I don’t if this is the right way to put this. I have a rover 5 with 2 motors with a FPV camera and a pan/tilt using two micro servos.
What I would like to do is replace all the following with 1 battery.
What I have right now is.
6- AA batteries - to motor driver to run the rover 5
1- 9 volt battery to power my Arduino
4- AA batteries to run the two servos
1- 3.7 volt lipo to run the FPV camera
Would it possible to have a larger battery and then have a multiple output voltage regulator ? I’m thinking about a lipo or a battery out of a RC truck?
No, a voltage divider is not a regulator! It can be used to scale down a voltage. But when you apply a significant load to the middle between the resistors then it effectively adds a parallel resistor on the bottom. Then it’s changes the scale down factor. No regulation at all.
You must uses proper linear or switchmode voltage regulators. The former ‘burns’ excess voltage away. The latter ‘transforms’ the excess voltage into extra current at the lower voltage and is more efficient for battery use.
In your case the Arduino UNO and motor-driver could be powered from the same 9-ish volt 6 AA battery pack. The motor driver usually does not need a fixed voltage, although it too will have it’s limits. The Arduino has it’s own linear voltage regulator and can easily handle the 9 volt, or even 12 volt. The others like the servo and the lipo/FPV camera will need their own voltage regulator down to their level. (you have not provided specifications so this is all guess work and expectations) All fed by the single large battery pack or each feeding the lower voltage in a cascade is possible.
What I have on hand is a 7.2 volt Nimh 5000 mah battery stick, out of a RC truck.
This is what I was thinking about:
Powering the Rover 5 motors and the Arduino board from the 7.2 volt 5000 mah Nimh battery.
And maybe using two adjustable Buck Converters, one to go from the 7.2 volt to 6 volts to run the two s90 micro servos and the other to go from the 7.2 volt battery to 3.7 volt for the PFV camera.
7.2 volt is barely enough for the barrel jack or Vin/Raw power input of the Arduino uno. Consider what happens when the motors draw significant current (voltage drops) or the battery is almost empty (7.2 volt is average level). The Arduino Uno voltage regulator may not be able to sustain the 5 volt and drop below it. The buck converters for the servo or FPV camera will probably adjust for it. But you don’t want the brain of the robot to go into a temporary coma. Feeding the Arduino Uno with it’s own 5 volt buck converter (bypassing the onboard linear regulator) might be a solution. But remember that switching voltage regulators do have more noise on the output. Sensors might suffer from that.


### [What to work on]
Begin the copy at the line containing "is (845, 376)." in the data below and end it at the line containing "Identify the location of span: Class", keeping each line exact and leaving out pictures.

Top of Material shown

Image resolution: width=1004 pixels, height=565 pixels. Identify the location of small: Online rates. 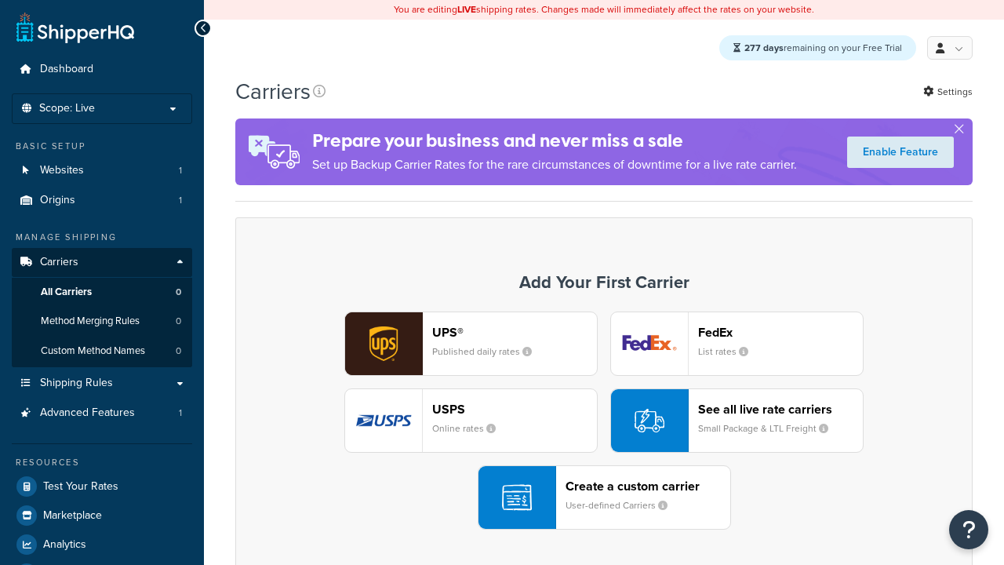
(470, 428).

Bottom of Material shown
Top of Material shown

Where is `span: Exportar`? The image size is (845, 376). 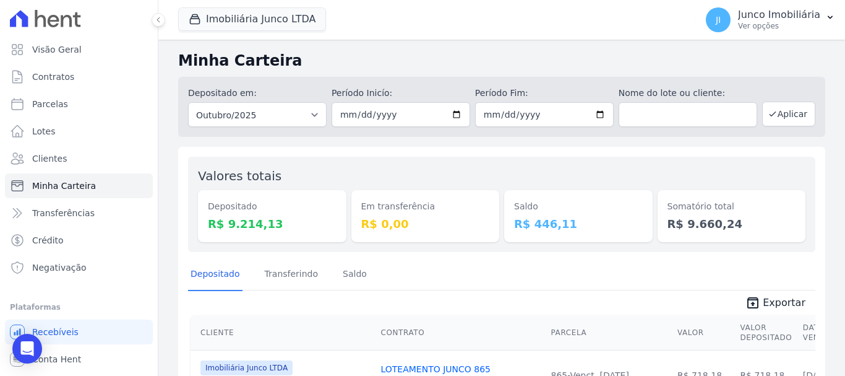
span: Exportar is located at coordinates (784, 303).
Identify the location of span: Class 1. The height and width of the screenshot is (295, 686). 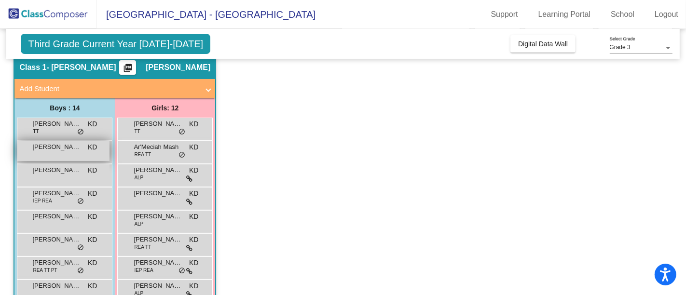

Bottom of Material shown

### [The answer]
Where is `span: Exportar`? The image size is (845, 376). 
span: Exportar is located at coordinates (784, 303).
Identify the location of span: Class 1. The height and width of the screenshot is (295, 686). 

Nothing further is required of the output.